It ain't Kurosawa (or even Hideo Gosha), but "Shogun's Ninja" wasn't aimed at that sort of audience. This film is a wacky, blood-spurting, action-packed feast for the eyes, and on its own terms it works beautifully. While reference is made to real historical figures and events, the emphasis is on over-the-top fighting (mostly with weapons, but there's the occasional empty-hand confrontation, too). The tone of the film is completely unreal: it may look like feudal Japan, but the setting is actually some alternate dimension in which fighters can do everything but fly, where warring ninja clans wage their battles in the treetops of lush enchanted forests, and where it doesn't seem even remotely odd when Hiroyuki Sanada, grieving over the deaths of his comrades, suddenly breaks into a torch-twirling interpretive dance. This kind of unbridled goofiness would become commonplace in action films of the '80s, and in "Shogun's Ninja" you can see the new, extravagant aesthetic taking shape as the decade began.

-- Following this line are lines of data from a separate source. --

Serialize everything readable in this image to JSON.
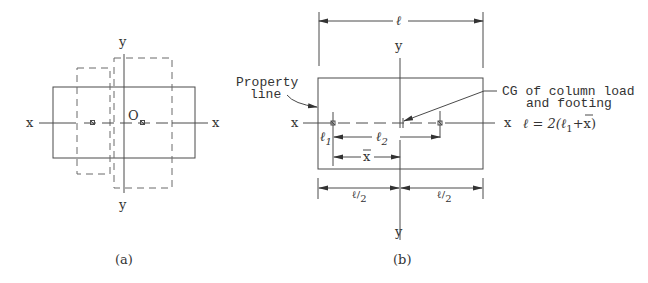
{
  "diagram": {
    "panel_a": {
      "caption": "(a)",
      "axis_x_left": "x",
      "axis_x_right": "x",
      "axis_y_top": "y",
      "axis_y_bottom": "y",
      "origin_label": "O"
    },
    "panel_b": {
      "caption": "(b)",
      "axis_x_left": "x",
      "axis_x_right": "x",
      "axis_y_top": "y",
      "axis_y_bottom": "y",
      "total_length_label": "ℓ",
      "property_line_label_1": "Property",
      "property_line_label_2": "line",
      "cg_label_1": "CG of column load",
      "cg_label_2": "and footing",
      "l1_label": "ℓ",
      "l1_sub": "1",
      "l2_label": "ℓ",
      "l2_sub": "2",
      "xbar_label": "x",
      "half_left_num": "ℓ",
      "half_left_den": "2",
      "half_right_num": "ℓ",
      "half_right_den": "2",
      "formula": "ℓ = 2(ℓ",
      "formula_sub": "1",
      "formula_tail": "+x)"
    },
    "colors": {
      "line": "#4a4a4a",
      "text": "#333333",
      "background": "#ffffff"
    }
  }
}
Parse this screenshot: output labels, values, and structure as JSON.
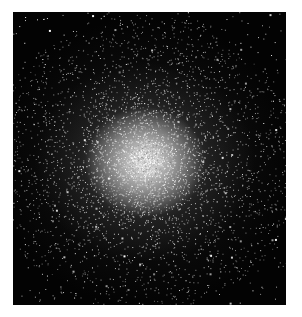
{
  "image": {
    "subject": "globular star cluster",
    "description": "Dense spherical cluster of stars with a bright whitish core fading into scattered stars on a black background",
    "colors": {
      "background": "#030303",
      "core": "#ebebeb",
      "page": "#ffffff"
    }
  }
}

Sanada is a credible hero, Chiba mostly plays it straight as the villain (just as he had the previous year in Gosha's "Hunter in the Dark"), and Etsuko Shihomi is her usual winsome, martially astute self. Six and a half stars.
Sanada is a credible hero, Chiba mostly plays it straight as the villain (just as he had the previous year in Gosha's "Hunter in the Dark"), and Etsuko Shihomi is her usual winsome, martially astute self. Six and a half stars.